There are also the issues of the film’s version of representation, which will no doubt be picked apart by some more skeptical folks who watch the film. (And inevitably, by those who don’t.) RW&RB is essentially a masc-for-masc love story about two jockish hard bodies whose most romantic moment arrives after they’ve dreamily toured the abs-and-pecs statues of London’s National Galleries. (Lopez’s camera casts a distinct gaze on these marble forms, too.) Henry and Alex are presented very safely, as wholesome hunks who probably won’t be slutting it up at Berghain any time soon. Though, they do have actual sex—certainly more graphically than we tend to get in generic romcoms, let alone in gay ones. Which is a fair representation of the happily, some might say gutsily, sex-filled book. 

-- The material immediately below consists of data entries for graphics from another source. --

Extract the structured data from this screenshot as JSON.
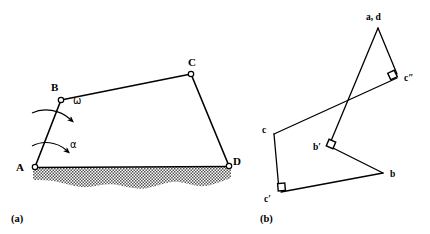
{
  "figure": {
    "background_color": "#ffffff",
    "stroke_color": "#000000",
    "panels": [
      {
        "caption": "(a)",
        "caption_pos": [
          14,
          219
        ],
        "type": "four-bar-linkage-mechanism",
        "joints": [
          {
            "label": "A",
            "label_pos": [
              16,
              171
            ],
            "x": 35,
            "y": 167,
            "kind": "ground-pivot"
          },
          {
            "label": "B",
            "label_pos": [
              53,
              91
            ],
            "x": 61,
            "y": 100,
            "kind": "pin-joint"
          },
          {
            "label": "C",
            "label_pos": [
              189,
              66
            ],
            "x": 191,
            "y": 74,
            "kind": "pin-joint"
          },
          {
            "label": "D",
            "label_pos": [
              232,
              163
            ],
            "x": 229,
            "y": 166,
            "kind": "ground-pivot"
          }
        ],
        "links": [
          {
            "name": "link-AB",
            "from": "A",
            "to": "B"
          },
          {
            "name": "link-BC",
            "from": "B",
            "to": "C"
          },
          {
            "name": "link-CD",
            "from": "C",
            "to": "D"
          }
        ],
        "ground": {
          "name": "ground-hatch",
          "line_from": [
            33,
            167
          ],
          "line_to": [
            231,
            166
          ],
          "fill_texture": "stipple-checker",
          "texture_color": "#4a4a4a"
        },
        "motion_arrows": [
          {
            "symbol": "ω",
            "name": "omega",
            "label_pos": [
              74,
              101
            ],
            "arc_from": [
              33,
              113
            ],
            "arc_to": [
              83,
              129
            ]
          },
          {
            "symbol": "α",
            "name": "alpha",
            "label_pos": [
              70,
              145
            ],
            "arc_from": [
              33,
              146
            ],
            "arc_to": [
              79,
              159
            ]
          }
        ]
      },
      {
        "caption": "(b)",
        "caption_pos": [
          263,
          219
        ],
        "type": "velocity-acceleration-polygon",
        "nodes": [
          {
            "label": "a, d",
            "name": "node-ad",
            "label_pos": [
              368,
              17
            ],
            "x": 378,
            "y": 26
          },
          {
            "label": "c″",
            "name": "node-c2",
            "label_pos": [
              406,
              76
            ],
            "x": 396,
            "y": 78
          },
          {
            "label": "c",
            "name": "node-c",
            "label_pos": [
              263,
              130
            ],
            "x": 274,
            "y": 134
          },
          {
            "label": "b′",
            "name": "node-b1",
            "label_pos": [
              315,
              148
            ],
            "x": 330,
            "y": 145
          },
          {
            "label": "b",
            "name": "node-b",
            "label_pos": [
              391,
              172
            ],
            "x": 383,
            "y": 173
          },
          {
            "label": "c′",
            "name": "node-c1",
            "label_pos": [
              265,
              198
            ],
            "x": 279,
            "y": 193
          }
        ],
        "edges": [
          {
            "name": "edge-ad-c2",
            "from": "a, d",
            "to": "c″"
          },
          {
            "name": "edge-c2-c",
            "from": "c″",
            "to": "c"
          },
          {
            "name": "edge-ad-b1",
            "from": "a, d",
            "to": "b′"
          },
          {
            "name": "edge-b1-b",
            "from": "b′",
            "to": "b"
          },
          {
            "name": "edge-c-c1",
            "from": "c",
            "to": "c′"
          },
          {
            "name": "edge-c1-b",
            "from": "c′",
            "to": "b"
          }
        ],
        "right_angle_markers": [
          {
            "name": "right-angle-c2",
            "at": "c″"
          },
          {
            "name": "right-angle-b1",
            "at": "b′"
          },
          {
            "name": "right-angle-c1",
            "at": "c′"
          }
        ]
      }
    ]
  }
}
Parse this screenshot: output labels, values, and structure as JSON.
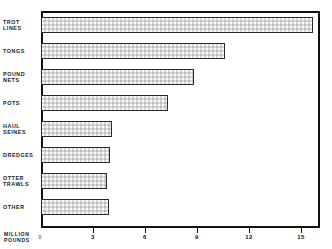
{
  "chart_data": {
    "type": "bar",
    "orientation": "horizontal",
    "title": "VIRGINIA — CATCH BY GEAR, 1971",
    "xlabel": "MILLION POUNDS",
    "ylabel": "",
    "categories": [
      "TROT LINES",
      "TONGS",
      "POUND NETS",
      "POTS",
      "HAUL SEINES",
      "DREDGES",
      "OTTER TRAWLS",
      "OTHER"
    ],
    "values": [
      15.7,
      10.6,
      8.8,
      7.3,
      4.1,
      4.0,
      3.8,
      3.9
    ],
    "xlim": [
      0,
      16.1
    ],
    "xticks": [
      0,
      3,
      6,
      9,
      12,
      15
    ],
    "xticklabels": [
      "0",
      "3",
      "6",
      "9",
      "12",
      "15"
    ],
    "grid": false,
    "legend": false
  },
  "labels": {
    "trot_lines": [
      "TROT",
      "LINES"
    ],
    "tongs": [
      "TONGS"
    ],
    "pound_nets": [
      "POUND",
      "NETS"
    ],
    "pots": [
      "POTS"
    ],
    "haul_seines": [
      "HAUL",
      "SEINES"
    ],
    "dredges": [
      "DREDGES"
    ],
    "otter_trawls": [
      "OTTER",
      "TRAWLS"
    ],
    "other": [
      "OTHER"
    ],
    "axis_title_line1": "MILLION",
    "axis_title_line2": "POUNDS"
  },
  "colors": {
    "bar_fill": "#d7d7d7",
    "bar_border": "#2a2a2a",
    "frame": "#111111",
    "text": "#1a1a1a",
    "background": "#ffffff"
  }
}
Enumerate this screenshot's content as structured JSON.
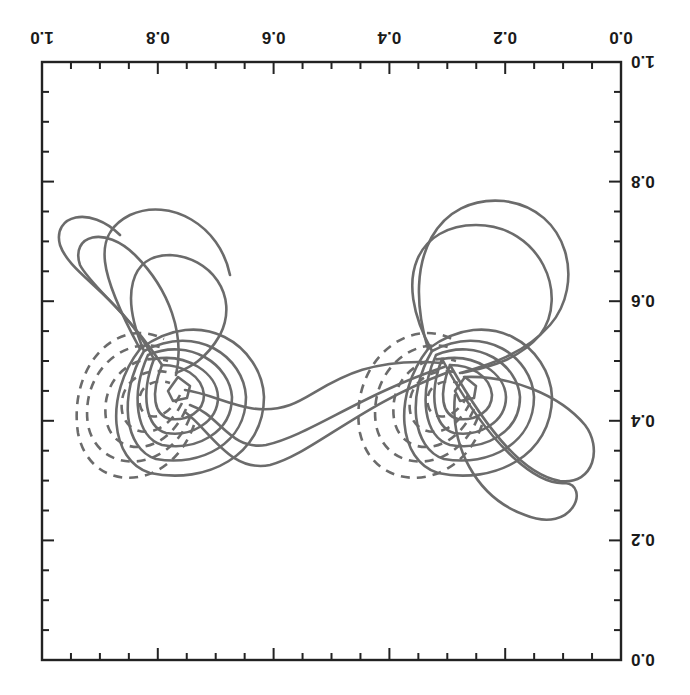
{
  "chart_data": {
    "type": "contour",
    "orientation": "rotated 180 degrees (upside down)",
    "title": "",
    "xlabel": "",
    "ylabel": "",
    "xlim": [
      0.0,
      1.0
    ],
    "ylim": [
      0.0,
      1.0
    ],
    "x_tick_labels": [
      "0.0",
      "0.2",
      "0.4",
      "0.6",
      "0.8",
      "1.0"
    ],
    "y_tick_labels": [
      "0.0",
      "0.2",
      "0.4",
      "0.6",
      "0.8",
      "1.0"
    ],
    "x_minor_ticks_per_major": 4,
    "y_minor_ticks_per_major": 4,
    "grid": false,
    "legend": null,
    "line_styles": {
      "positive_levels": "solid",
      "negative_levels": "dashed"
    },
    "line_color": "#6b6b6b",
    "features": [
      {
        "name": "dipole-right",
        "center_approx": {
          "x": 0.27,
          "y": 0.47
        },
        "description": "Dipole pair: solid closed contours (positive) on upper-left side, dashed (negative) on lower-right side, with a steep gradient line between them"
      },
      {
        "name": "dipole-left",
        "center_approx": {
          "x": 0.78,
          "y": 0.47
        },
        "description": "Dipole pair: solid closed contours (positive) and dashed (negative) contours, similar structure to right dipole"
      },
      {
        "name": "connecting-field-lines",
        "description": "Several solid S-shaped contour lines connecting the two dipoles across x = 0.35 to 0.7"
      }
    ],
    "approx_contour_levels_per_lobe": {
      "solid": 7,
      "dashed": 6
    }
  }
}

Every other character in RW&RB, most of them women, are pretty much obsessed with Henry and Alex—all eyes point at the shifting dynamics of this central relationship, as if it is the most important thing in anyone’s lives. But isn’t that the way that all of these stories work, even the straight ones? The familiarity of RW&RB’s obnoxious indulgences are, in some ways, its greatest triumph: its version of storybook love is allowed to be just as annoying, in the same ways, as the heteros’. 

Some of my queer brethren may see that as a loss, or as a bad concession to heteronormative demands. Since its publication, RW&RB has been criticized for being targeted at straight women rather than queer men, so formulaic are its constructions, so palatable are its clichés. I understand that critique, and have felt those frustrations myself, including when reading and watching RW&RB. But we are fortunate enough to, right now, have a breadth of gay material available to us. If RW&RB feels like regressive nonsense willfully ignorant of reality, then maybe the very good new film Passages is playing near you. (If not, it will soon be on Mubi.) Maybe we can have it all!

Where else but in RW&RB can one hear Uma Thurman say “Truvada” and “bottoming” in a single scene, or watch as Stephen Fry, playing the king of England, sternly lectures two hot guys on sexual propriety and duty while in a simulacrum of Buckingham Palace? In his scene, Fry almost cracks a weary smile to the audience, nearly breaking the fourth wall as if to say to fellow travelers watching at home with some mix of swoon and cringe, “I know this is silly, but still.” But still! But still. Red White & Royal Blue is something we haven’t had before, which should perhaps count for a lot less than it does.